Wednesday, August 24, 2016

Where morality is concerned, your feelings don't matter.

"When I do good, I feel good. When I do bad, I feel bad. That's my religion."

This quote that allegedly originated from Abraham Lincoln is frequently brandished as a credo for the irreligious. I'm just going to come out and say that I think it is the most asinine and, dare I say, immoral point of view for a person to hold to. It's  relativistic and yet still manages to be presumptuous of its own moral superiority.

Murder is wrong. Theft is wrong. Cheating on your spouse is wrong. These are things that are near-universally agreed upon as moral absolutes, yet there are people who hold these views and still have no convictions when they participate in these very same sins. More still, they may even believe they are being wronged when they fall victim themselves! You can't rely on your feelings to dictate morality. Emotions are fleeting and are no substitute for absolutes like truth or morality.

That isn't to say that conscience doesn't come into play. Conviction is an important component in our relationship to both God and our fellow man. The problem is when conviction takes a backseat to desire, which happens all too often. We have only Christ as both an ideal example of moral character and the teacher of said morality.

We rely far too often on our emotions to justify behavior. An unfaithful spouse says, "It just happened. I wasn't planning on falling in love with someone else." Abortion proponents talk about how choosing to terminate a pregnancy is a "difficult decision". Hogwash. When you choose to engage in an extramarital affair, you're doing wrong. When you choose to take an innocent life, you're doing wrong. No amount of emotional gymnastics makes it otherwise. A man is more than his emotions. He's the result of his life's decisions. In the words of Ben Shapiro, "Facts don't care about your feelings."


-L. Travis Hoffman
8/24/2016

Monday, August 8, 2016

The Double-Standard with Promiscuity (and How to Stop It)

You hear it frequently from women. Why is it socially acceptable for men to sleep around but women are floozies when they do the same thing? A reasonable question, to be sure. Heck, even our president mentioned it in a piece he recently wrote for Glamour. When the leader of the free world is bringing it up then you know it's got people's goat.

Well, I have great news for you ladies. I have a solution to this problem, and the best part is that you don't have to do anything! It's all up to us men.

It's very simple, gentlemen. We need only do two things:

1. Don't sleep around.
2. Stop glorifying people that do.

That's it. When we, the culture, diagnose promiscuity as a social ill, it no longer becomes acceptable behavior. When it's no longer acceptable behavior, it ceases to be a problem.

I remember my 9th or 10th grade year in high school there was a guy named David Spears who was obsessed with getting me a girlfriend. Being the lonely, ugly fellow that I'd been, I was down for it. But the more I spent that brief time around him, the more nauseous he made me with his disgusting sexism. His regard for women became crystallized for me when he wanted me to repeat after him that "Redford girls are no-good panty-droppers". Suffice it to say that I never spoke to him again.  I wanted a girlfriend so bad, but I wasn't about to demean myself or the fairer sex to reach that end. He was an awful human being that I promised myself never to become. I sincerely hope that he's changed.

I'd argue that the worst thing to come from the Baby Boomer generation is the Free Love movement. With it came abortion, teen pregnancy, STDs, a 50% percent divorce rate, and an epidemic of single-parent families. It all comes back to what we, as a culture and society, choose to have as values. When you value freedom without responsibility of consequence, you get these social ills. It can't be fixed by law. It starts at home and with the Church. Don't be like that slime bag from high school. Value sex as a marital gift and respect womanhood.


Nothing but the lines below between the line holding "Find the bounding" and the line holding "Get the region of human face.", inclusive, should appear in the answer, each set down exactly.

━━━━━ DATA TO USE ━━━━━

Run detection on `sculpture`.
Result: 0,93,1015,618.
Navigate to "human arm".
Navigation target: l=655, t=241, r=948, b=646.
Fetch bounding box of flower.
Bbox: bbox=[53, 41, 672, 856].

━━━━━
━━━━━ DATA TO USE ━━━━━

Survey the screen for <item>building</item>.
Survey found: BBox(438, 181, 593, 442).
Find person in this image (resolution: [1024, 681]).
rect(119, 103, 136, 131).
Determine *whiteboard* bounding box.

━━━━━
━━━━━ DATA TO USE ━━━━━

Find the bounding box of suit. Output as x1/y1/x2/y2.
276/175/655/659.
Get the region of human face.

━━━━━

- **EXERCISE OUTPUT**:
Find the bounding box of suit. Output as x1/y1/x2/y2.
276/175/655/659.
Get the region of human face.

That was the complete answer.